Skills That Transfer – A Universal Language
So, what does mean for our work? Most of us don’t get paid to compete and never will. However, I believe beyond the intrinsic value of developing your skills and belief in yourself, learning to perfect a craft offers you something of great value: meta skills on how to go deep and become great. Learning timing in Street Fighter might seem useless for your day job, but these meta-skills of perfecting your craft are gold:
Problem Decomposition: No one learns a fighting game by thinking, “I will now master everything.” You break it down. You learn one character’s basic moves, then one simple combo, then how to counter one specific opponent. This skill —breaking a massive, intimidating goal into small, manageable chunks — is the foundation of every successful project, from software development to writing a book.
Failure as Data, Not Defeat: Every lost match in competitive gaming is a replay you can study. You learn to see failure as information rather than judgment. This mindset shift — from “I failed” to “I found something that doesn’t work” — is the difference between people who plateau and those who continuously improve.
Deliberate Practice and Isolation: Gamers don’t just play matches, they go into “training mode.” They practice the same difficult combo 100 times in a row, isolating a single variable until it becomes muscle memory. This is the essence of deliberate practice: Identifying a weakness and focusing on it relentlessly, a technique that applies directly to mastering a musical instrument, a coding language or a public speaking engagement.

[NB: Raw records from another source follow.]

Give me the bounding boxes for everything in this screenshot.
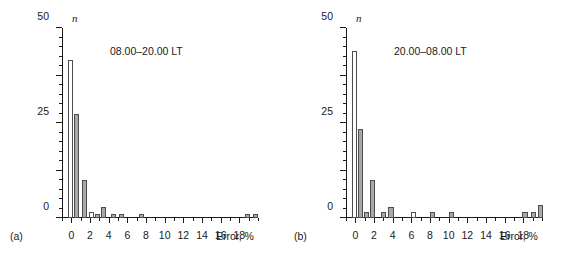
x-tick-b-8: 8	[430, 218, 431, 223]
y-tick-b-70	[343, 84, 346, 85]
x-tick-label-b-10: 10	[443, 229, 455, 241]
bar-a-1	[74, 114, 79, 219]
bar-a-4	[95, 214, 100, 218]
x-tick-a-13	[193, 218, 194, 221]
y-tick-b-25: 25	[340, 170, 346, 171]
y-tick-b-60	[343, 103, 346, 104]
x-tick-label-a-12: 12	[177, 229, 189, 241]
y-tick-b-45	[343, 132, 346, 133]
x-tick-b-16: 16	[505, 218, 506, 223]
y-tick-a-65	[59, 94, 62, 95]
x-tick-b-18: 18	[523, 218, 524, 223]
y-axis-label-a: n	[72, 12, 78, 24]
bar-a-9	[245, 214, 250, 218]
x-tick-b-12: 12	[467, 218, 468, 223]
bar-b-10	[531, 212, 536, 218]
y-tick-a-15	[59, 189, 62, 190]
x-tick-label-b-2: 2	[371, 229, 377, 241]
y-tick-a-85	[59, 56, 62, 57]
x-tick-label-b-18: 18	[517, 229, 529, 241]
x-tick-b-13	[477, 218, 478, 221]
y-tick-a-70	[59, 84, 62, 85]
x-tick-b-1	[365, 218, 366, 221]
x-tick-label-b-14: 14	[480, 229, 492, 241]
y-tick-b-75: 75	[340, 75, 346, 76]
x-tick-a-10: 10	[165, 218, 166, 223]
x-tick-b-11	[458, 218, 459, 221]
x-tick-label-a-4: 4	[106, 229, 112, 241]
x-tick-b-17	[514, 218, 515, 221]
x-tick-a-16: 16	[221, 218, 222, 223]
y-tick-b-30	[343, 160, 346, 161]
x-tick-b-7	[421, 218, 422, 221]
x-tick-a-7	[137, 218, 138, 221]
x-tick-a-18: 18	[239, 218, 240, 223]
x-tick-label-b-4: 4	[390, 229, 396, 241]
y-tick-b-80	[343, 65, 346, 66]
x-tick-label-a-10: 10	[159, 229, 171, 241]
histogram-figure: n 08.00–20.00 LT (a) Error, % 0255075100…	[0, 0, 567, 264]
plot-area-a: 0255075100 024681012141618	[62, 28, 258, 218]
x-tick-a--1	[62, 218, 63, 221]
bar-b-9	[522, 212, 527, 218]
x-tick-b-6: 6	[411, 218, 412, 223]
y-tick-b-85	[343, 56, 346, 57]
x-tick-a-3	[99, 218, 100, 221]
x-tick-label-b-12: 12	[461, 229, 473, 241]
y-tick-label-a-25: 25	[37, 105, 49, 117]
x-tick-b-2: 2	[374, 218, 375, 223]
bar-b-0	[352, 51, 357, 218]
y-tick-label-a-0: 0	[43, 200, 49, 212]
x-tick-a-19	[249, 218, 250, 221]
y-axis-line-a	[62, 28, 63, 218]
y-tick-b-15	[343, 189, 346, 190]
y-tick-a-35	[59, 151, 62, 152]
x-tick-b-4: 4	[393, 218, 394, 223]
x-tick-label-a-2: 2	[87, 229, 93, 241]
y-tick-label-b-50: 50	[321, 10, 333, 22]
y-tick-b-20	[343, 179, 346, 180]
y-tick-b-55	[343, 113, 346, 114]
x-tick-label-b-0: 0	[352, 229, 358, 241]
x-tick-b-3	[383, 218, 384, 221]
y-tick-a-75: 75	[56, 75, 62, 76]
bar-a-8	[139, 214, 144, 218]
x-tick-label-a-14: 14	[196, 229, 208, 241]
bar-b-11	[538, 205, 543, 218]
y-tick-a-20	[59, 179, 62, 180]
y-tick-b-35	[343, 151, 346, 152]
y-tick-b-50: 50	[340, 122, 346, 123]
y-tick-b-40	[343, 141, 346, 142]
x-tick-a-6: 6	[127, 218, 128, 223]
x-tick-b-14: 14	[486, 218, 487, 223]
y-tick-b-100: 100	[340, 27, 346, 28]
bar-b-4	[381, 212, 386, 218]
x-tick-a-0: 0	[71, 218, 72, 223]
x-tick-b-20	[542, 218, 543, 221]
bar-a-5	[101, 207, 106, 218]
x-tick-b-9	[439, 218, 440, 221]
y-tick-a-90	[59, 46, 62, 47]
bar-a-0	[68, 60, 73, 218]
y-tick-a-10	[59, 198, 62, 199]
x-axis-line-b	[346, 217, 542, 218]
y-tick-b-95	[343, 37, 346, 38]
bar-b-1	[358, 129, 363, 218]
x-tick-a-17	[230, 218, 231, 221]
y-tick-a-30	[59, 160, 62, 161]
y-tick-label-b-25: 25	[321, 105, 333, 117]
y-tick-b-65	[343, 94, 346, 95]
x-tick-label-a-0: 0	[68, 229, 74, 241]
x-tick-a-1	[81, 218, 82, 221]
x-tick-a-15	[211, 218, 212, 221]
y-axis-line-b	[346, 28, 347, 218]
x-tick-label-b-8: 8	[427, 229, 433, 241]
x-tick-a-2: 2	[90, 218, 91, 223]
x-tick-a-14: 14	[202, 218, 203, 223]
x-tick-b-15	[495, 218, 496, 221]
panel-b-tag: (b)	[294, 230, 307, 242]
y-tick-a-55	[59, 113, 62, 114]
y-tick-a-50: 50	[56, 122, 62, 123]
bar-b-7	[430, 212, 435, 218]
y-tick-a-95	[59, 37, 62, 38]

Rapid Feedback Loops & Iteration: In a game, feedback is instant. You try a strategy, and you either win or lose the exchange. You immediately learn, adjust and try again. This builds an intuitive comfort with rapid iteration — trying something, seeing the result and immediately applying the lesson. This is the core principle behind agile development, A/B testing, and any modern creative process.

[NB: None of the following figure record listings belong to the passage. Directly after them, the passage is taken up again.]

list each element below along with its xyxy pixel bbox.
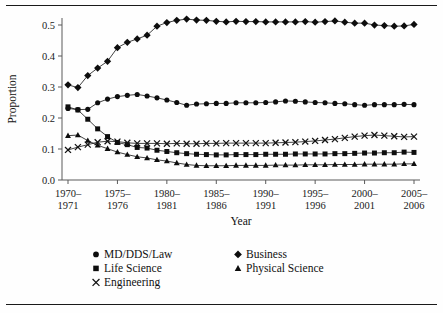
data-point-marker [313, 151, 318, 156]
y-tick-label: 0.1 [42, 144, 55, 155]
data-point-marker [85, 107, 90, 112]
data-point-marker [242, 18, 249, 25]
data-point-marker [163, 19, 170, 26]
data-point-marker [233, 162, 239, 167]
chart-plot-area: 0.00.10.20.30.40.51970–19711975–19761980… [0, 0, 443, 313]
data-point-marker [183, 15, 190, 22]
data-point-marker [411, 161, 417, 166]
legend-label: MD/DDS/Law [104, 248, 173, 260]
data-point-marker [64, 81, 71, 88]
data-point-marker [342, 101, 347, 106]
data-point-marker [410, 21, 417, 28]
data-point-marker [402, 102, 407, 107]
data-point-marker [104, 58, 111, 65]
chart-series-layer [64, 15, 417, 167]
data-point-marker [75, 107, 80, 112]
data-point-marker [203, 17, 210, 24]
data-point-marker [293, 151, 298, 156]
x-tick-label-line2: 1971 [58, 200, 79, 211]
data-point-marker [85, 117, 90, 122]
series-line [68, 107, 414, 155]
series-physical-science [65, 132, 417, 168]
series-md-dds-law [65, 92, 416, 112]
legend-item-md-dds-law[interactable]: MD/DDS/Law [93, 248, 173, 260]
legend-item-physical-science[interactable]: Physical Science [235, 262, 324, 275]
data-point-marker [234, 152, 239, 157]
x-tick-label-line1: 1980– [154, 188, 181, 199]
data-point-marker [125, 93, 130, 98]
data-point-marker [164, 97, 169, 102]
legend-label: Physical Science [246, 262, 324, 275]
data-point-marker [213, 163, 219, 168]
y-tick-label: 0.0 [42, 175, 55, 186]
data-point-marker [233, 100, 238, 105]
figure-container: 0.00.10.20.30.40.51970–19711975–19761980… [0, 0, 443, 313]
data-point-marker [173, 17, 180, 24]
data-point-marker [134, 35, 141, 42]
legend-item-engineering[interactable]: Engineering [93, 276, 161, 289]
data-point-marker [332, 101, 337, 106]
y-tick-label: 0.2 [42, 113, 55, 124]
data-point-marker [362, 151, 367, 156]
data-point-marker [283, 152, 288, 157]
data-point-marker [312, 19, 319, 26]
data-point-marker [154, 148, 159, 153]
data-point-marker [361, 20, 368, 27]
data-point-marker [352, 102, 357, 107]
x-tick-label-line2: 2006 [404, 200, 425, 211]
data-point-marker [214, 101, 219, 106]
x-tick-label-line1: 2000– [351, 188, 378, 199]
y-axis-title: Proportion [6, 74, 19, 123]
data-point-marker [400, 22, 407, 29]
series-line [68, 19, 414, 88]
x-tick-label-line2: 1981 [156, 200, 177, 211]
x-tick-label-line2: 1986 [206, 200, 227, 211]
data-point-marker [263, 100, 268, 105]
data-point-marker [272, 18, 279, 25]
data-point-marker [342, 161, 348, 166]
data-point-marker [115, 94, 120, 99]
series-life-science [66, 104, 417, 157]
legend-item-life-science[interactable]: Life Science [93, 262, 162, 274]
data-point-marker [193, 16, 200, 23]
data-point-marker [184, 151, 189, 156]
data-point-marker [411, 102, 416, 107]
data-point-marker [392, 150, 397, 155]
data-point-marker [303, 99, 308, 104]
data-point-marker [114, 44, 121, 51]
data-point-marker [341, 19, 348, 26]
data-point-marker [412, 150, 417, 155]
data-point-marker [66, 104, 71, 109]
data-point-marker [145, 146, 150, 151]
data-point-marker [253, 162, 259, 167]
chart-legend: MD/DDS/LawBusinessLife SciencePhysical S… [93, 248, 324, 289]
data-point-marker [362, 161, 368, 166]
data-point-marker [382, 150, 387, 155]
data-point-marker [313, 100, 318, 105]
data-point-marker [273, 152, 278, 157]
data-point-marker [283, 98, 288, 103]
data-point-marker [372, 151, 377, 156]
y-tick-label: 0.4 [42, 51, 56, 62]
data-point-marker [381, 22, 388, 29]
legend-marker-cross-icon [93, 279, 100, 286]
data-point-marker [105, 97, 110, 102]
data-point-marker [252, 18, 259, 25]
data-point-marker [232, 18, 239, 25]
data-point-marker [282, 18, 289, 25]
x-tick-label-line1: 1990– [253, 188, 280, 199]
data-point-marker [95, 126, 100, 131]
data-point-marker [243, 162, 249, 167]
data-point-marker [223, 18, 230, 25]
data-point-marker [65, 147, 71, 153]
data-point-marker [224, 101, 229, 106]
x-tick-label-line2: 2001 [354, 200, 375, 211]
data-point-marker [253, 100, 258, 105]
legend-item-business[interactable]: Business [234, 248, 287, 260]
x-tick-label-line1: 1970– [55, 188, 82, 199]
series-business [64, 15, 417, 91]
data-point-marker [312, 162, 318, 167]
chart-axes [58, 18, 420, 184]
data-point-marker [292, 18, 299, 25]
y-tick-label: 0.5 [42, 20, 55, 31]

Emotional Regulation (The “Mental Game”): Competitive gamers talk endlessly about the “mental game” and avoiding “tilt,” where frustration from a mistake cascade into more mistakes. The ability to stay calm under pressure, reset after a failure and maintain focus is a critical life skill, essential for everything from high-stakes negotiations to simply having a productive, stress-free day.
The Long Game vs. Short Game Balance: You’re simultaneously thinking about winning this round, this match and improving for next month’s tournament. This multi-timeline thinking — balancing immediate needs with long-term growth — is exactly what separates strategic thinkers from tactical executors.

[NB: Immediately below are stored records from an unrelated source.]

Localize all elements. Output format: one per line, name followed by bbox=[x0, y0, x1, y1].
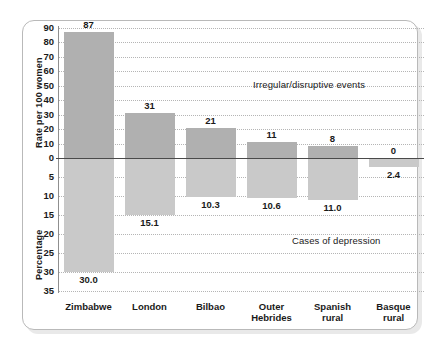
chart-figure: 8730.03115.12110.31110.6811.002.4 908070… bbox=[0, 0, 437, 348]
x-category-label-basque-rural: Basque rural bbox=[363, 301, 424, 323]
bar-value-label-lower: 30.0 bbox=[64, 275, 114, 285]
y-tick-label: 15 bbox=[28, 210, 54, 220]
bar-value-label-upper: 8 bbox=[308, 134, 358, 144]
y-tick-label: 90 bbox=[28, 23, 54, 33]
y-tick-label: 35 bbox=[28, 286, 54, 296]
x-category-label-outer-hebrides: Outer Hebrides bbox=[241, 301, 302, 323]
bar-value-label-upper: 87 bbox=[64, 20, 114, 30]
x-category-label-zimbabwe: Zimbabwe bbox=[58, 301, 119, 312]
bar-value-label-lower: 2.4 bbox=[369, 170, 419, 180]
y-axis-line bbox=[58, 26, 59, 293]
bar-value-label-lower: 10.6 bbox=[247, 201, 297, 211]
y-tick-label: 0 bbox=[28, 153, 54, 163]
bar-lower-london bbox=[125, 158, 175, 215]
gridline bbox=[58, 272, 424, 273]
bar-value-label-upper: 31 bbox=[125, 101, 175, 111]
gridline bbox=[58, 291, 424, 292]
bar-value-label-lower: 11.0 bbox=[308, 203, 358, 213]
bar-lower-outer-hebrides bbox=[247, 158, 297, 198]
bar-value-label-lower: 15.1 bbox=[125, 218, 175, 228]
bar-value-label-upper: 21 bbox=[186, 116, 236, 126]
bar-value-label-upper: 11 bbox=[247, 130, 297, 140]
bar-lower-zimbabwe bbox=[64, 158, 114, 272]
bar-value-label-upper: 0 bbox=[369, 146, 419, 156]
bar-lower-basque-rural bbox=[369, 158, 419, 167]
annotation-irregular-events: Irregular/disruptive events bbox=[253, 79, 365, 90]
bar-value-label-lower: 10.3 bbox=[186, 200, 236, 210]
bar-upper-outer-hebrides bbox=[247, 142, 297, 158]
bar-upper-zimbabwe bbox=[64, 32, 114, 158]
bar-upper-london bbox=[125, 113, 175, 158]
zero-axis-line bbox=[56, 158, 424, 159]
bar-lower-spanish-rural bbox=[308, 158, 358, 200]
bar-lower-bilbao bbox=[186, 158, 236, 197]
y-tick-label: 80 bbox=[28, 37, 54, 47]
bar-upper-spanish-rural bbox=[308, 146, 358, 158]
y-axis-title-lower: Percentage bbox=[34, 229, 44, 280]
y-tick-label: 5 bbox=[28, 172, 54, 182]
y-axis-ticks: 90807060504030201005101520253035 bbox=[26, 0, 54, 348]
y-axis-title-upper: Rate per 100 women bbox=[34, 57, 44, 148]
y-tick-label: 10 bbox=[28, 191, 54, 201]
annotation-cases-of-depression: Cases of depression bbox=[292, 235, 381, 246]
x-category-label-london: London bbox=[119, 301, 180, 312]
x-category-label-bilbao: Bilbao bbox=[180, 301, 241, 312]
x-category-label-spanish-rural: Spanish rural bbox=[302, 301, 363, 323]
plot-area: 8730.03115.12110.31110.6811.002.4 bbox=[58, 28, 424, 291]
bar-upper-bilbao bbox=[186, 128, 236, 158]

Community Learning and Analysis: The modern player learns in public. They watch top players stream, they consume video guides breaking down complex topics, and they ask for feedback on their own gameplay videos. This habit of seeking out experts, analyzing the work of others and engaging with a community to accelerate your own growth is exactly how top performers in any field stay ahead of the curve and what makes communities around tools like Tableau (The Data Fam!) so special and important.
The discipline I’m relearning in fighting games — focusing on fundamentals, practicing iteratively, analyzing mistakes — makes me better at work. That “perfecting your craft” mindset transfers everywhere.
Embrace the Journey
Whether you’re gaming, coding, designing or anything else, remember that perfecting your craft is deeply human and rewarding. Don’t let AI or some “perfect” ideal diminish your pursuit. See these tools as guides and inspiration instead.
Embrace the grind. Celebrate small victories. Learn from defeats. Push your boundaries. It’s what drives us to optimize that dashboard one more time, refactor that code until it’s elegant, or find the perfect insight in a messy dataset. That drive, that spark when facing a challenge — that’s the joy of being human.